We’ve been fighting about time a lot. Or rather, we’ve been fighting about the choices Catharine has been making about time, because she has a habit of believing that she’s lazy, that she needs to prove her worth by working, and then overdoing it. And, of course, when you have chronic illnesses crossed with random acute things, “overdoing it” is always a moving target. The ADD makes her thinking really black-and-white sometimes, so she’ll hang on to “I work 20–25 hours a week” even if, say, she’s had hives for three months that limit her capacity, making 20–25 hours maybe a touch on the high side, or a trip to the east coast means she needs a big long stretch of recovery. (And that doesn’t explain why one week came out at 36 hours. I’m not even joking about that one.)
And then, of course, the overdoing it has real consequences. She ends up having to cancel things she’s committed to, because she can’t pull them off. She’s used up all her energy on work and has nothing left for me or the household, so I’m pissy and cranky with her, and she falls into a shame spiral about disappointing me. Her mood gets a little wobbly, and she’s prone to falling headfirst into emotional maelstroms, which of course exhaust her further. We fight a lot. We both feel alone.
We had a couple of breakthroughs late last week, though. One was me pointing out that she seems to engage time and energy the way she used to engage money — as though it were mysterious and magical and would just show up because she wanted it to. After much struggle, money has become real, and money is finite. That made sense to her. It pisses her off that energy isn’t infinite, because we know people who can act as if energy is infinite, but we are not those people. Energy, for both of us, is most definitely finite. And the struggles we have around time are really struggles around energy. So now there’s a sign on the wall, where she can see it from her couch, that says ENERGY IS FINITE. It’s going to take time to sink in, but the concept matters.
The other one was that a persistent sticking point with us has been my wanting her to exercise some reasonable emotional regulation (i.e., try not to hit the kind of upset that takes over the world), while she experienced that as me telling her not to have emotions. I finally turned it around with an analogy, because a family member has worked long and hard on his anger, which used to not infrequently hit the point of him breaking things. It wasn’t telling him not to be angry to also say it wasn’t okay that he got SO angry that he lost control; similarly, it’s not telling her not to be upset to say it’s not okay when she gets SO upset that it makes her oblivious to everyone around her. And that made sense to her, and then we could talk about how to notice if she was getting really upset and how to calm herself back down.
This is the thing — if I just keep talking, if I just keep arguing, then eventually something breaks through. Maybe the timing is right, maybe I find an analogy that works, maybe it’s some weird combination of the two. It’s just exhausting to keep arguing, but I can’t just let it go, because I refuse to be in a marriage in which my wife is oblivious to me and my needs because she’s either overworked or immersed in something else.
And after all of that, we had a really lovely weekend. We both needed rest, deep rest, so after ordering groceries and going through the budget, we spent Saturday watching a Say Yes to the Dress marathon and Sunday reading (I read three and a half books). I’m finally reading Brigid Schulte’s Overwhelmed (not one of the weekend books), which talks about the cult of busyness and how much I value being able to spend the weekend that way. I mean, my own chronic illness means I have to set up my life that way, but I also think it’s just good to do — temporarily shutting out the horrors of world, reading mysteries and looking at pretty dresses, eating cookies with my love, and trusting that everything on the to-do list will still be there on Monday.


_Problem_
Up to and including the line with "This screenshot has", restate the material below word for word, beginning with its first line.

[Source records Boundary: Start]

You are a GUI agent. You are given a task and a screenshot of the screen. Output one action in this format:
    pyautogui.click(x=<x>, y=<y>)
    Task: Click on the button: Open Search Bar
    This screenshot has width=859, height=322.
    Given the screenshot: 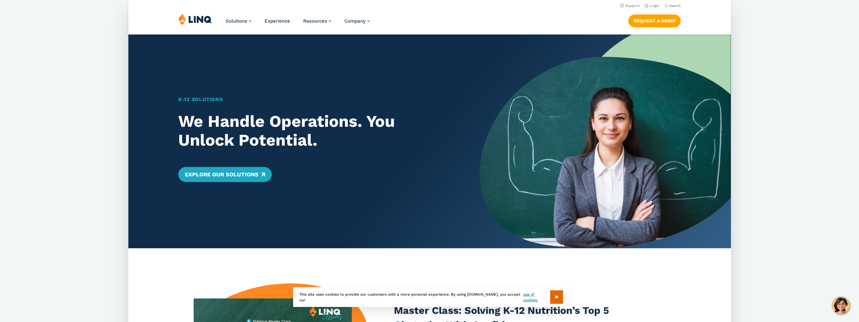 What is the action you would take?
    pyautogui.click(x=672, y=6)
    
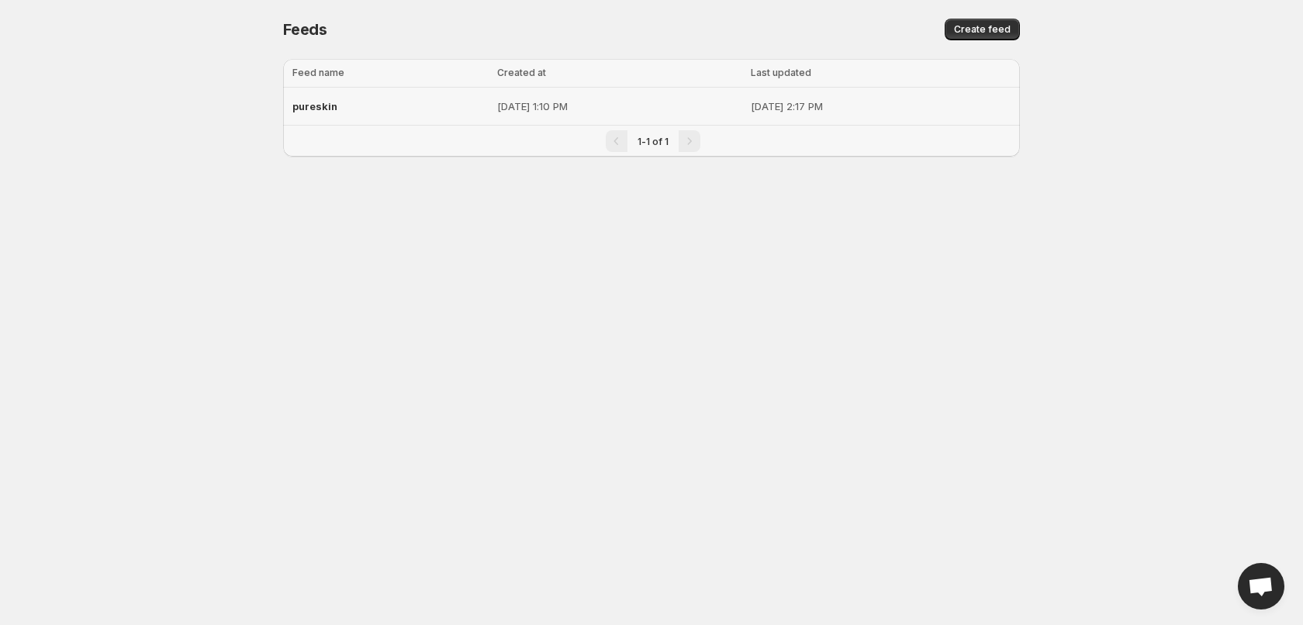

[Source records Boundary: End]

_Answer section_
You are a GUI agent. You are given a task and a screenshot of the screen. Output one action in this format:
    pyautogui.click(x=<x>, y=<y>)
    Task: Click on the button: Open Search Bar
    This screenshot has width=859, height=322.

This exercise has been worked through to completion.